USDA official says failure to pass farm bill would be 'catastrophic'
Monday, February 25, 2008Farmers have come to the time of making key decisions about 2008 crops without the guidance of a U.S. farm bill, which remains bogged down in Congress primarily over a dispute with President Bush. It's time to put aside the politics and move forward. The health and welfare of the nation's farms are too vital to be put at risk by failure to pass a new farm bill.
A new farm bill, which establishes the federal relationship with agriculture from subsidies to conservation, has been in the works since last year. Both the House and Senate have versions. Subsidies for farmers have been an issue, with the president wanting them reduced while Congress is reluctant.
Agriculture Undersecretary Mark Rey, speaking recently in Nevada, offered a measure of hope that an impasse over the farm bill can be broken.
"I think the odds are pretty good," Rey told The Associated Press after a speech to the National Association of Conservation Districts. He urged members to press their representatives to approve a new five-year bill before the current 2002 law expires.
Rey said he had been pessimistic about an agreement being reached, but the political climate changed when Bush threatened to veto any farm bill that raises taxes.
"I think a lot of people thought, 'Well, the administration is just blowing smoke,'" Rey said, noting it was the first administration since Nixon's in the late 1960s to draft its own proposal.
Because farm bills typically are written in Congress, Rey said, the thinking on Capitol Hill was "it doesn't matter whether they (the White House) are raising a squawk about the spending, about the tax increases, about the budget gimmicks -- they are going to sign whatever we send them."
"The president sent a pretty clear message that is not the case," Rey said.
But that doesn't mean Congress has played its final card.
One possibility is extension of the present farm bill for two years.
American Farm Bureau Federation President Bob Stallman says that is not the way to go.
"The word 'extension' continues to roll off the tongues of some folks who don't understand the severity of the situation. It's a little too late in the game and nonsensical to chuck all that's been done in crafting both pieces of farm legislation and go off on a new path," Stallman wrote in FBNews, an AFBF publication.
Stallman says doing so would "further erode the budget for farm programs, making it even more difficult in the future to write a bill with a meaningful safety net for America's farmers and ranchers."
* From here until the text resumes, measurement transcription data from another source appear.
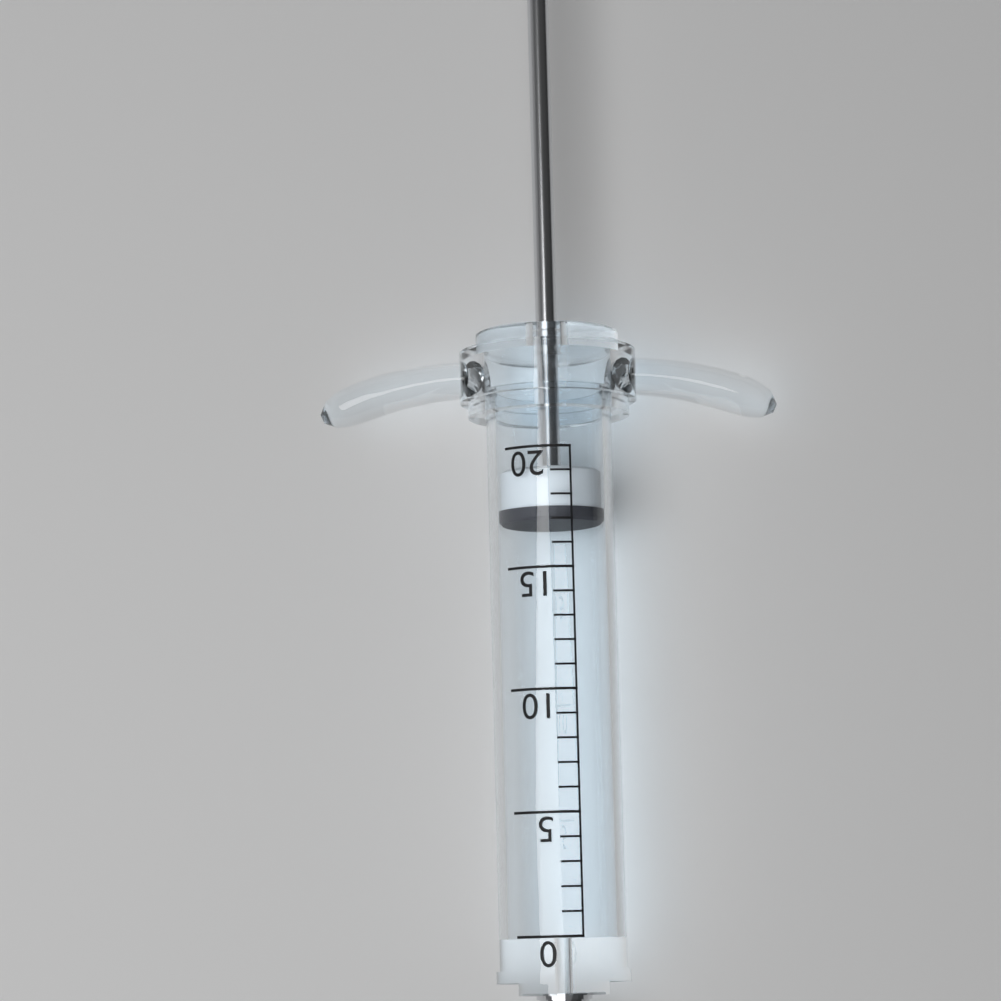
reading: 17 (no unit)
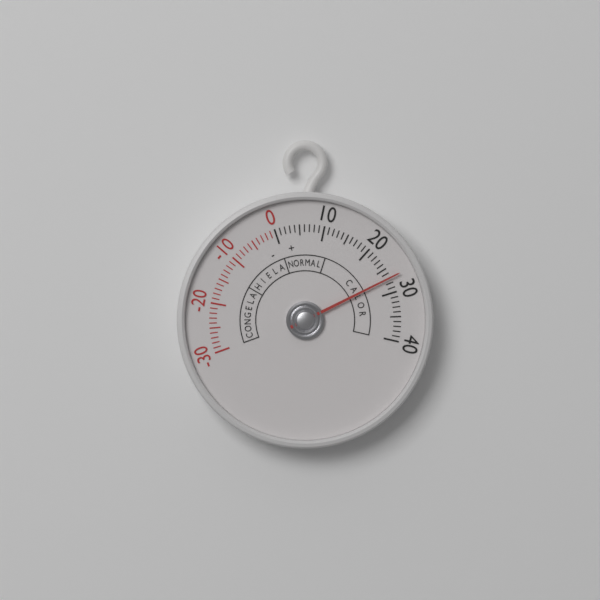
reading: 27 (no unit)
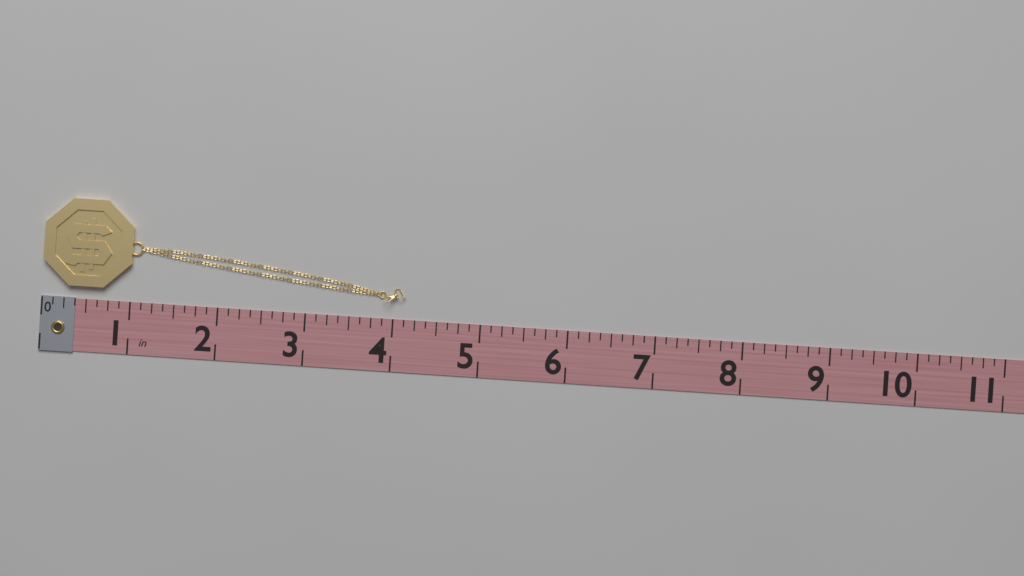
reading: 4.125 in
Even worse, some in Congress are threatening to bypass an extension and allow farm policy to revert to permanent statutes last updated in 1949. That could cause major problems for the dairy and soybean industries, among others, and would eliminate newer programs designed to protect environmentally sensitive land and extra dollars for the fruit and vegetable industries.
"The consequences of not getting a bill would be catastrophic for agriculture. We would be reverting back to 1940s legislation. Almost all of our conservation programs would be lost. Many of the modern-day agriculture programs would not be funded," Rey said.
Echoing Stallman: "America's farmers and ranchers are urging the House and Senate to come to agreement on a final piece of legislation and the president to sign it into law. We can't afford to play politics any longer."